This panel brings together experts on historical and current border and conflict zones in Asia, Europe and the Middle East. The aim is to bring processes of bordering, the areas in which borders come to be, and the agencies, practices, and populations involved in such developments to the center of discussion. Paying attention to the processes of bordering and division in their local contexts, rather than as by-products of global conflicts determined by major powers, uncovers the huge difference between setting borders on maps or in treaties and actually being able to police and enforce borders on a daily basis. In studying historical and current conflicts and assessing their consequences, it is therefore at least as important to consider the levels at which such borders can be maintained in practice as it is to determine where exactly the lines were drawn.

Full details are available at heymancenter.org.

Co-sponsored by the European Institute at Columbia University; the Heyman Center for the Humanities; and the Interdisciplinary Center for Innovative Theory and Empirics (INCITE).


Divided Nations in an Integrated World
Charles K. Armstrong
Studies of conflicts during the Cold War tended to see the global conflict between the two superpowers and blocs as the primary determinant of the outcome, establishing clear separating lines of East and West.  National and regional divisions were often seen as epiphenomena of the global rivalry between Washington and Moscow. But different divisions unfolded according to regional and local conditions and studying them shows incompatibilities with Cold War trajectories and narratives.  Comparing the division of Germany/Europe to those of Korea, China and Vietnam, this presentation focuses on the connections and disconnections between national division and the global East-West divide, and the reasons for the persistence of some divisions despite the integrative forces of post-Cold War globalization.

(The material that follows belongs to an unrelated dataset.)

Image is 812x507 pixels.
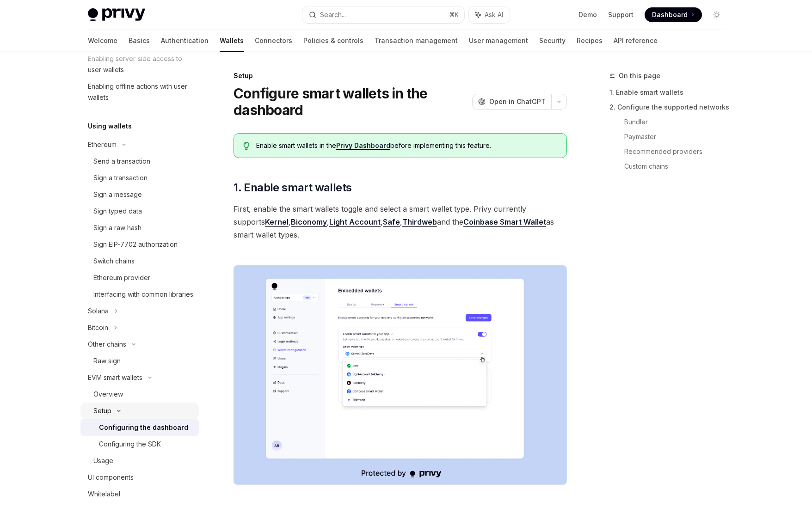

The Cold War and the History of Bordering in Germany
Sagi Schaefer
Most accounts of the border between East and West Germany, the centerpiece of the Iron Curtain, offer dichotomous narratives of a rapid, almost instantaneous transformation from open to closed border. They focus on key events in 1952 and 1961 as hinges for such transformations. This talk will argue that division along this border was rather a gradual, incremental progress, which evolved over three decades. The talk would offer explanations to the discrepancies between history and historiography/memory and indicate implications for the study of bordering and division.

Breaking Borders
George Gavrilis
The twin implosions of Ukraine and Iraq have caused international policymakers and foreign affairs experts to worry about the fate of global borders. Their warnings are blunt: The borders we took for granted in the second half of the 20th century may not survive the first half of the 21st.  Are the crises in Ukraine and Iraq harbingers of things to come?  Are we in store for a violent redrawing of borders in Eurasia and the Middle East?  This talk discusses the impact of the crises on the stability of global borders.  It explains that the greater challenge states will face in the future is how to manage and police their borders, no matter where they lie.